CNN
November 19, 2001

Children missing in Guatemalan civil war reunited with parents

 
                 GUATEMALA CITY (AP) -- Two Indian children snatched by paramilitary
                 patrols at the height of Guatemala's bitter civil war in 1982 have finally been
                 found and reunited with their families, activists announced Monday.

                 Thousands of children are believed to have been kidnapped or given out for
                 adoption during the 36-year civil war, in which 200,000 Guatemalans and died and
                 which ended with 1996 peace accords.

                 At least 5,000 remain missing, and several activist groups are trying to reunite
                 families.

                 "The search for children who disappeared is beginning to yield fruit," said Marco
                 Garavito, director of the civic group All Together for Search and Reunion.

                 Eight-year-old Jose Cedillo Raymundo got separated from his family in 1982 when
                 the members of his village fled advancing army troops.

                 But in August, with the help of the government's National Commission on the
                 Search for The Missing, Jose was found living with an adoptive family near his
                 home town of Ixchil, in central Guatemala.

                 On November 11, Jose with reunited with his mother, Feliciana, in the Quiche
                 Maya Indian town of Nebaj, about 75 miles (120 kms) northwest of Guatemala
                 City.

                 "They held a traditional Maya ceremony of asking forgiveness," said Garavito, "At
                 the end , Jose approached his mother, showed her his newborn daughter and the
                 two of them broke into tears and hugged each other," Garavito said.

                 Julia Choc Lopez, a Quiche Indian, was five years old when she was snatched in
                 1982 in the village of Uspatan by a paramilitary patrol participating in a government
                 counterinsurgency campaign against leftist rebels.

                 One of the patrol members adopted her into his Kekchi family. But last month, Julia
                 met her real father for the first time: Tomas Choc, 54.

                 In 2000, 2000, Tomas Choc went to authorities looking for his daughter, and on
                 October 28, they finally met.

                 "We have to do this, to heal the deep wounds caused by the war," Garavito said.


- _WHAT YOU NEED TO DO_: Copy the data below verbatim, leaving no line out.

- _TASK MATERIAL_:

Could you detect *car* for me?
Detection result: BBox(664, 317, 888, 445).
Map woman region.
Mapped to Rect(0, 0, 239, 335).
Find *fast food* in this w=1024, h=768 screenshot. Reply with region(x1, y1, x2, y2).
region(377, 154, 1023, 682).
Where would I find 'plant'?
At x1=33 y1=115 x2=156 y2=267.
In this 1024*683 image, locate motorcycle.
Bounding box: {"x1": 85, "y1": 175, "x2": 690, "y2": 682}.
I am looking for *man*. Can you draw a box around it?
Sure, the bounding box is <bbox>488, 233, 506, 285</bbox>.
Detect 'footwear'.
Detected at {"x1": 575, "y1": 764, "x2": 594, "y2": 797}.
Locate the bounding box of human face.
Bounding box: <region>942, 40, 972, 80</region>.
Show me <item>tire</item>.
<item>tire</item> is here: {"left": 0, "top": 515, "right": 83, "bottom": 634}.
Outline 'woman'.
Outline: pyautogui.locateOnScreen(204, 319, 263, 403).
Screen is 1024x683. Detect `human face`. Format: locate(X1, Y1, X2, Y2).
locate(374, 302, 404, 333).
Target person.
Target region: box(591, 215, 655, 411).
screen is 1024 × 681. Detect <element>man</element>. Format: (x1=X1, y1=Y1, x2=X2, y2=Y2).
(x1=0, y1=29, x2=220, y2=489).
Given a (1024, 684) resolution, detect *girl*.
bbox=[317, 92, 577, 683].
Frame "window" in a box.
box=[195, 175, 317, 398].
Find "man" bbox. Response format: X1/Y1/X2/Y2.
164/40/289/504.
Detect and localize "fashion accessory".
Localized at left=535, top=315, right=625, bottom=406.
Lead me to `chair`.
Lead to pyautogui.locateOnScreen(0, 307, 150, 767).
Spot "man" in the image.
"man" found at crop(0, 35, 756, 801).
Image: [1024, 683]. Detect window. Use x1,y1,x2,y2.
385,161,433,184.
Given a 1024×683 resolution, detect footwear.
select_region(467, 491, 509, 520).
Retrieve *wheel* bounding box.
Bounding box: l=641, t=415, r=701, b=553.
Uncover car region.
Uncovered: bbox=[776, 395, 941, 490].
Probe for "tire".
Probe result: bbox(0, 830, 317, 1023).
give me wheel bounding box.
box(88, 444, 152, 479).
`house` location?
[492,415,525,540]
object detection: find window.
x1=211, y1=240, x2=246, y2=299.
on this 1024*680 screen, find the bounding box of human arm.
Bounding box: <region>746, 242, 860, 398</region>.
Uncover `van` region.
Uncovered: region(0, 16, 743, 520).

- _ANSWER TO THIS TASK_:
Could you detect *car* for me?
Detection result: BBox(664, 317, 888, 445).
Map woman region.
Mapped to Rect(0, 0, 239, 335).
Find *fast food* in this w=1024, h=768 screenshot. Reply with region(x1, y1, x2, y2).
region(377, 154, 1023, 682).
Where would I find 'plant'?
At x1=33 y1=115 x2=156 y2=267.
In this 1024*683 image, locate motorcycle.
Bounding box: {"x1": 85, "y1": 175, "x2": 690, "y2": 682}.
I am looking for *man*. Can you draw a box around it?
Sure, the bounding box is <bbox>488, 233, 506, 285</bbox>.
Detect 'footwear'.
Detected at {"x1": 575, "y1": 764, "x2": 594, "y2": 797}.
Locate the bounding box of human face.
Bounding box: <region>942, 40, 972, 80</region>.
Show me <item>tire</item>.
<item>tire</item> is here: {"left": 0, "top": 515, "right": 83, "bottom": 634}.
Outline 'woman'.
Outline: pyautogui.locateOnScreen(204, 319, 263, 403).
Screen is 1024x683. Detect `human face`. Format: locate(X1, Y1, X2, Y2).
locate(374, 302, 404, 333).
Target person.
Target region: box(591, 215, 655, 411).
screen is 1024 × 681. Detect <element>man</element>. Format: (x1=X1, y1=Y1, x2=X2, y2=Y2).
(x1=0, y1=29, x2=220, y2=489).
Given a (1024, 684) resolution, detect *girl*.
bbox=[317, 92, 577, 683].
Frame "window" in a box.
box=[195, 175, 317, 398].
Find "man" bbox. Response format: X1/Y1/X2/Y2.
164/40/289/504.
Detect and localize "fashion accessory".
Localized at left=535, top=315, right=625, bottom=406.
Lead me to `chair`.
Lead to pyautogui.locateOnScreen(0, 307, 150, 767).
Spot "man" in the image.
"man" found at crop(0, 35, 756, 801).
Image: [1024, 683]. Detect window. Use x1,y1,x2,y2.
385,161,433,184.
Given a 1024×683 resolution, detect footwear.
select_region(467, 491, 509, 520).
Retrieve *wheel* bounding box.
Bounding box: l=641, t=415, r=701, b=553.
Uncover car region.
Uncovered: bbox=[776, 395, 941, 490].
Probe for "tire".
Probe result: bbox(0, 830, 317, 1023).
give me wheel bounding box.
box(88, 444, 152, 479).
`house` location?
[492,415,525,540]
object detection: find window.
x1=211, y1=240, x2=246, y2=299.
on this 1024*680 screen, find the bounding box of human arm.
Bounding box: <region>746, 242, 860, 398</region>.
Uncover `van` region.
Uncovered: region(0, 16, 743, 520).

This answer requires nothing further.